You bastard! You will burn in hell for that. I am now gonna put on “Henry’s Drem” and lament that Nick, live, will remain but a dream for me.
A wonderful description, Dave. If Durban disappoints come to Cape Town: the scenery’s better, a lot of us ride bicycles, there’s always surf somewhere, and Tassies is cheaper than beer!
@Wineou:
Tassies is cheaper than beer!
So is water, but you won’t find me drinking it!
Tassies is a colab between UCT art & Psychology departments: part joke, part instalation art, part social experiment.
Then again, SAB beer sucks, at least you guys have Bosun’s down there.
Gerry: no doubt you are a connoisseur, while I am an ordinary ou who likes cheap red wine, Windhoek beer, walking on the mountain and lying on the beach. I recently tasted some 1982 Chateau Mouton Rothschild which costs about 1000 times more than Tassies. It had a lingering astringent aftertaste, but tasted only slightly better than my usual tipple.
If you go to http://www.winemag.co.za/article/tassenberg-general-2007-06-19 you’ll find an excellent article on Tassies ending with the words, “Tassenberg is the antidote to snobbery in wine. With no attempt made at expressing a sense of place, varietal or even vintage, it strips off the emperor’s new anorak and offers consumers honest fermented fruit of the vine at a reasonable price. And 12 million litres of annual production don’t lie.”
If you have studied psychology you’ll know how easy it is to be fooled by expectations. Very surprising things emerge from blind tastings.
And don’t knock our water. I’ve cycled from Cape Town to Durban, drinking water all the way. And now I know it’s not for nothing that the ancient name for Cape Town was “Camissa” – Place of Sweet Waters.

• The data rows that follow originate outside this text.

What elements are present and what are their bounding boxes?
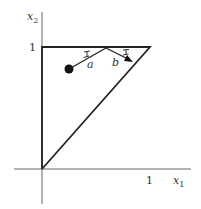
x1-tick-label: 1 [146, 174, 153, 187]
vector-a-tick-icon [84, 51, 91, 58]
x2-axis-label: x2 [27, 10, 38, 25]
x2-tick-label: 1 [29, 41, 36, 54]
arrowhead-icon [124, 55, 133, 62]
vector-b-tick-icon [123, 50, 129, 56]
vector-b-label: b [112, 56, 119, 69]
vector-a-label: a [87, 58, 94, 71]
triangle-region [42, 47, 150, 169]
diagram-canvas: a b x2 1 1 x1 [0, 0, 201, 209]
x1-axis-label: x1 [173, 174, 184, 189]
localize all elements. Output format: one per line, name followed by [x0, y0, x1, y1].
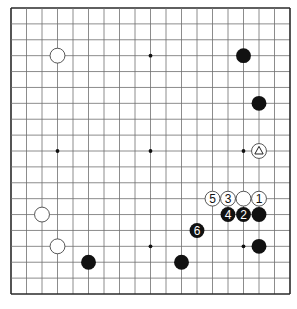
black-stone — [252, 239, 267, 254]
star-point — [149, 54, 153, 58]
white-stone — [236, 191, 251, 206]
move-number: 5 — [209, 192, 216, 206]
move-number: 2 — [240, 208, 247, 222]
star-point — [149, 244, 153, 248]
move-number: 1 — [256, 192, 263, 206]
white-stone — [252, 144, 267, 159]
black-stone — [236, 48, 251, 63]
white-stone — [50, 239, 65, 254]
white-stone-5: 5 — [205, 191, 220, 206]
black-stone — [252, 207, 267, 222]
star-point — [56, 149, 60, 153]
black-stone-6: 6 — [190, 223, 205, 238]
white-stone-1: 1 — [252, 191, 267, 206]
star-point — [242, 149, 246, 153]
white-stone — [50, 48, 65, 63]
black-stone — [252, 96, 267, 111]
white-stone-3: 3 — [221, 191, 236, 206]
black-stone — [81, 255, 96, 270]
black-stone-4: 4 — [221, 207, 236, 222]
star-point — [149, 149, 153, 153]
white-stone — [35, 207, 50, 222]
black-stone — [174, 255, 189, 270]
move-number: 4 — [225, 208, 232, 222]
black-stone-2: 2 — [236, 207, 251, 222]
move-number: 6 — [194, 224, 201, 238]
star-point — [242, 244, 246, 248]
move-number: 3 — [225, 192, 232, 206]
go-board: 531426 — [0, 0, 297, 309]
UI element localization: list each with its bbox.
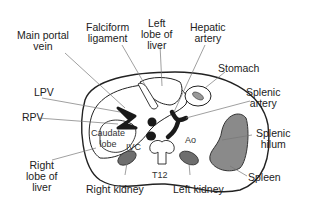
- hepatic-artery-vessel: [148, 118, 157, 127]
- label-ao: Ao: [185, 135, 196, 146]
- label-splenic-artery: Splenic artery: [246, 87, 280, 109]
- label-lpv: LPV: [34, 87, 54, 98]
- label-falciform-ligament: Falciform ligament: [86, 22, 129, 44]
- label-t12: T12: [152, 170, 168, 181]
- label-right-kidney: Right kidney: [86, 184, 144, 195]
- label-caudate-lobe: Caudate lobe: [91, 128, 125, 150]
- label-main-portal-vein: Main portal vein: [17, 30, 69, 52]
- label-right-lobe-of-liver: Right lobe of liver: [26, 160, 58, 193]
- label-hepatic-artery: Hepatic artery: [190, 22, 226, 44]
- label-left-kidney: Left kidney: [173, 184, 224, 195]
- abdominal-cross-section-diagram: Main portal vein Falciform ligament Left…: [0, 0, 312, 207]
- label-left-lobe-of-liver: Left lobe of liver: [141, 18, 173, 51]
- label-rpv: RPV: [22, 112, 44, 123]
- label-spleen: Spleen: [248, 172, 281, 183]
- label-stomach: Stomach: [218, 63, 259, 74]
- ivc-vessel: [146, 132, 156, 141]
- label-splenic-hilum: Splenic hilum: [256, 128, 290, 150]
- label-ivc: IVC: [126, 142, 141, 153]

@Wineou – Where do you buy your Tassies that is cheaper than beer? Yikes, I might be able to afford Tassies again if that is the case.
@Gerry – Do you even like red wine? If you did you would realise that quality-wise, Tassies does hold its own as a very drinkable housewine in all but the box/bottle design. I proved this by swopping the wine in a “good” bottle with Tassies and all the wine snobs I served it to were going “this was a really excellent year for this vintage, where did you buy it?” Ha. Students only made it famous because student are famous for ignoring wine critics and going after the best taste for their budgets.

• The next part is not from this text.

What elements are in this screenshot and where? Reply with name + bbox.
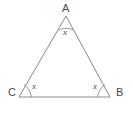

X Cepting: I bought a 750ml bottle of Tassenberg for R16.95 from Pick n Pay Claremont today. The last time I bought a six-pack of beer for a braai I seem to remember each can cost about R6. Now Tassies has 12.5% alcohol and beer has about 5%. My calculator tells me that each cc of alcohol in Tassies costs R1.81, while each cc of alcohol in beer costs R3.53. So you get much more bang for your buck with Tassies. Or looking at things another way, I feel pleasantly mellow after 250ml of wine (costing me R5.65) but would need two bottles of beer (costing about R12) to achieve a similar effect.
I did something similar to you many years ago when I decanted cheap wine from a half-gallon jar into a cheap bottle and two empty expensive bottles. We then took these to a nearby flat where some girls had invited us for dinner. They wrinkled their pretty little noses when they tasted the “cheap” wine; but were full of praise later when the same wine was poured from the expensive bottles.

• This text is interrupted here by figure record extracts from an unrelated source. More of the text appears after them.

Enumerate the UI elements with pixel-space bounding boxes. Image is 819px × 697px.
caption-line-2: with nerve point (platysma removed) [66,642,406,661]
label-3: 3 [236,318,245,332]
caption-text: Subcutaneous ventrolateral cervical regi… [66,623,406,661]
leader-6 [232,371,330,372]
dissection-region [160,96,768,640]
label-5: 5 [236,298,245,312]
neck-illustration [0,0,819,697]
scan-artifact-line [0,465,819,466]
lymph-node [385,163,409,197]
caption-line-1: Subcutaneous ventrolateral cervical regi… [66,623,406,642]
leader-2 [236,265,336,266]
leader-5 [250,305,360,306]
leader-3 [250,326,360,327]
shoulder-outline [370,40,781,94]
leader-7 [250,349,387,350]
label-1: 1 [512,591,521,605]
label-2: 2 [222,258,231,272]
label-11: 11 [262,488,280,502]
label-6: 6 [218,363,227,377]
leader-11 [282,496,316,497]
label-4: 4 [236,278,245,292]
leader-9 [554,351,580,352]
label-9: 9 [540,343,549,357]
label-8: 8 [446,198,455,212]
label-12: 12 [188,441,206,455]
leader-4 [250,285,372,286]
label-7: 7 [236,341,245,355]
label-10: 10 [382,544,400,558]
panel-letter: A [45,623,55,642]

welcome home boet, i have an office for you in cross street. 0837164878.
KwaZulu Natal’s wealthy historical past is documented in a number attention-grabbing museums in and across the city. The advance of Durban into the city we all know today additionally be considered from quite a few essential perspectives. The historical past of apartheid is located in the Kwa Muhle museum, seafaring memorabilia will also found within the Maritime museum and the historical past of Indian indentured labour is proven in photographic and document form within the Durban Cultural and Report Centre.